HYDRANGEA & VINE
Hydrangeas are a big deal around here. In mid-summer, there are hydrangea festivals, formal tours of private hydrangea gardens, half-price sales on hydrangea bushes at local nurseries, and more. Year-round, especially in local small businesses, you can find postcards and note cards featuring varieties of this gorgeous flower in full bloom. Hydrangeas are a favorite subject of local painters, too, especially for watercolors. And if you’ve ever seen any pottery featuring hydrangeas, chances are those pieces have been formed and fired at one of the studios and kilns nearby.

There are good years and not-so-good years for hydrangeas. If you live in the right place (and there are many right places for hydrangeas), you’re no more than a few minutes away from experiencing big, beautiful, blossoms bountiful enough to enrobe the bushes that brought them from bud to full flower – so full they look about to burst. Whether tended by professional gardeners in the landscaping of upscale resorts or seemingly left abandoned for years in sandy yards of even more abandoned seaside cottages, they offer a gift of silent presence to all, regardless of status.
Two years ago, the winter-spring transition was tough on hydrangeas. Nowhere were the effects more noticeable than at The Anchorhold. Here the grounds are neither tailored nor abandoned but mostly left to nature to sculpt. Crushing winter snowdrifts, early spring warmth punctuated by freezing cold spells, and big doses of drought made it seem as if the end were near for most of the bushes. This spring arrived and the bushes still looked so sparse and bruised and fragile that to prune them then was surely to kill them. No point in even looking at them…let nature do her work in private and without human help and wait for the outcome.
At the start of that year’s season, it appeared that at least one of the hydrangea bushes some distance away from the well worn paths around the house was leafing out lushly. The green covering of leaves became so dense that a pair of birds built a nest within, evident from their self-conscious flights to and fro. Well, no point in disturbing the birds to check the bush’s status – they’d finish raising their family soon enough and depart. And so they did. Then, no more reasons to procrastinate – high time to check that bush. A closer look revealed not lush hydrangea leaves but lush leaves on branches from an otherwise unnoticed vine at the center of the bush’s base. The sprawling vine branches and their leaves had quietly and without notice become a blanket for the hydrangea underneath. Uh-oh…was the hydrangea bush still alive? could the bush recover from having the sun and air and rain blocked out by the encircling vine branches? Removing the leafy vine branches from the hydrangea was the only way to find out…the only way to start recovery.
The vine branches and leaves were so intertwined with the hydrangea bush flowers and branches that removing them required a delicate touch – no power garden tools for this task.
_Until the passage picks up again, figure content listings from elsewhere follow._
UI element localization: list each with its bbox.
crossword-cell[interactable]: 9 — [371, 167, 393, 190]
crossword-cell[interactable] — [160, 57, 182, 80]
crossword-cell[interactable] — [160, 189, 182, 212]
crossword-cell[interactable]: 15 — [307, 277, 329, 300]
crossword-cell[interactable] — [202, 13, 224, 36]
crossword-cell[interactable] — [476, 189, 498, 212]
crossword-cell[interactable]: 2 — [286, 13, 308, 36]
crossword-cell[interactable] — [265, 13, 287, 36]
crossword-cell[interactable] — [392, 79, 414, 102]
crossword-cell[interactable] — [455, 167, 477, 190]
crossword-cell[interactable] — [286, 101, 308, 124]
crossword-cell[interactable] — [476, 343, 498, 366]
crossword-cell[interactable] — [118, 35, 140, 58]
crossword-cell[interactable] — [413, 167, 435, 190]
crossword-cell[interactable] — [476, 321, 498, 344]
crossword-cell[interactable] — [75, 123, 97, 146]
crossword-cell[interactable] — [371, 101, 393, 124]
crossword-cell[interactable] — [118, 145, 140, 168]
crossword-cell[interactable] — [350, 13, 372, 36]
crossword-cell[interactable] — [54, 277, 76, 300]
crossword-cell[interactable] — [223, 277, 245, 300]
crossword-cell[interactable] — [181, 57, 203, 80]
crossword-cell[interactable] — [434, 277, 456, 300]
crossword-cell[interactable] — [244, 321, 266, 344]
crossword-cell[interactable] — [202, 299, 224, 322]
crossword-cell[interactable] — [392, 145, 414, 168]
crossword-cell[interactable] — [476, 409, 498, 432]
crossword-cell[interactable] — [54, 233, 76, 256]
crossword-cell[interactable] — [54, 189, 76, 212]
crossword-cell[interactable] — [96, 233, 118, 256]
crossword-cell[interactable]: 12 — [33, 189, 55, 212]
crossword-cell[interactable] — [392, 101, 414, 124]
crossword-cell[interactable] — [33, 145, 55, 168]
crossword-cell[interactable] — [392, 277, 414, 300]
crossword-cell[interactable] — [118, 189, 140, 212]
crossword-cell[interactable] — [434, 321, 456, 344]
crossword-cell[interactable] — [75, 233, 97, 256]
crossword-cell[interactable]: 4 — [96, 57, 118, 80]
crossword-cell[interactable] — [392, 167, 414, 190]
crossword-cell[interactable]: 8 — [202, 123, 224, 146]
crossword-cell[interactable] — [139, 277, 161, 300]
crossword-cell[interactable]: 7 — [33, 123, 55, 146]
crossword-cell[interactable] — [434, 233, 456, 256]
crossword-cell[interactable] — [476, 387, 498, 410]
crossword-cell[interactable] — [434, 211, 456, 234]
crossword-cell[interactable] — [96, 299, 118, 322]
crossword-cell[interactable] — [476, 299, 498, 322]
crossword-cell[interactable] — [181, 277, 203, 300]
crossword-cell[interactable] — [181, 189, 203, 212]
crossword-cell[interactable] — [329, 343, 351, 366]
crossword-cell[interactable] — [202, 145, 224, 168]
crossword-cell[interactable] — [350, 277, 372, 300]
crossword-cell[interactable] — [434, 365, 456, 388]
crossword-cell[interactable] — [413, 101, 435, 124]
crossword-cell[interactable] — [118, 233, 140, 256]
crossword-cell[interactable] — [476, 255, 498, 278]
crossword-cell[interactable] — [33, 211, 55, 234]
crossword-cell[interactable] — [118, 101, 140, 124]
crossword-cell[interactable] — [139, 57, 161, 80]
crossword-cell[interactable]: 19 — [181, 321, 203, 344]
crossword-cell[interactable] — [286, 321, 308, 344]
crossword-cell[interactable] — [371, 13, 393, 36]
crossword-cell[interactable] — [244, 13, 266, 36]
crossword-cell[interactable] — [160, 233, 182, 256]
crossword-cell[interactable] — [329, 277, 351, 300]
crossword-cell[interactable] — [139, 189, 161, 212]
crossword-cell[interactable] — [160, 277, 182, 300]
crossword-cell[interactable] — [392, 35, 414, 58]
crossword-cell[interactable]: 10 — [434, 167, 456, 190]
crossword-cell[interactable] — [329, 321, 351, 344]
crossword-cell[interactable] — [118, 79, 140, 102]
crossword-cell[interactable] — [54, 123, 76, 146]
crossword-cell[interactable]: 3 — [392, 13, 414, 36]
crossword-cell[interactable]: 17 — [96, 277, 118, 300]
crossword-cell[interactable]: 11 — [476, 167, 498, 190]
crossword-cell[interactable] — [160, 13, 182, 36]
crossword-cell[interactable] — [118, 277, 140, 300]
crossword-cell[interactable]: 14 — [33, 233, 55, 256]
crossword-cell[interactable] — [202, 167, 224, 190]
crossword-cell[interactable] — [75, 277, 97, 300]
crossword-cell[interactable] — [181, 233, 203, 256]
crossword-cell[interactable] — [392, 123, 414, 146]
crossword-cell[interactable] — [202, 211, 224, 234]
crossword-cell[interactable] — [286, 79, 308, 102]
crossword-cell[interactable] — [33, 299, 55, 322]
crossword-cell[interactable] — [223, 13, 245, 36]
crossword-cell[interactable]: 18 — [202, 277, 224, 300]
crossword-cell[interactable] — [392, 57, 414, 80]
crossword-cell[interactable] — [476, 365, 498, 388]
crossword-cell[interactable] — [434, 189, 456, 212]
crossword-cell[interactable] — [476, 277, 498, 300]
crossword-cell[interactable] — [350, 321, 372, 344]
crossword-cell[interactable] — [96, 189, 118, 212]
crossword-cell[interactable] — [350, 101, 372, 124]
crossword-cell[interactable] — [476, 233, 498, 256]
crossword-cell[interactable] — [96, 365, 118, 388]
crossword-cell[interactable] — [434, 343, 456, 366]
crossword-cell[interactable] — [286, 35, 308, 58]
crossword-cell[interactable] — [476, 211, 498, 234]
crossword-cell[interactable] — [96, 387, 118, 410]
The vine branches, as is their habit, curly-cued around the hydrangea branches, as if to hold the hydrangea flowers and branches in protective custody. With each precise stroke of the pruning shears more and more of the hydrangea bush beneath became visible. Working from the top down and the outside in, eventually the entire hydrangea bush was free. It was indeed alive…and green…and full…and blossoming with blue blossoms. At the center of the bush was the vine from which all its branches and leaves had emerged and spread. That part of the vine was thick and woody and almost indistinguishable from the core stems of the hydrangea bush. That vine had clearly been there at the center of the hydrangea through all the previous tough seasons. Here the pruning stopped. Pruning the vine further would risk cutting down the core of the hydrangea, too. Let the hydrangea and vine share each other’s company as is.
As corny as it may seem, I couldn’t help thinking about that vine and its branches as if it were Christ and its church here on earth – and of that hydrangea bush as if it were someone – perhaps even many – in need of protection, rest , recuperation and restoration from the difficulties of its life. What would it be like if everyone outside the church could experience the embrace of the vine and branches at a time when it needs it most?
The Anchorhold’s hydrangea bush is still going strong. Yet to be seen anywhere else, however, is another pairing of hydrangea and vine like that one here at The Anchorhold. Perhaps other gardeners haven’t left their landscaping to nature. No matter. Next season is another opportunity to witness the hydrangea and vine here – together – alive – thriving.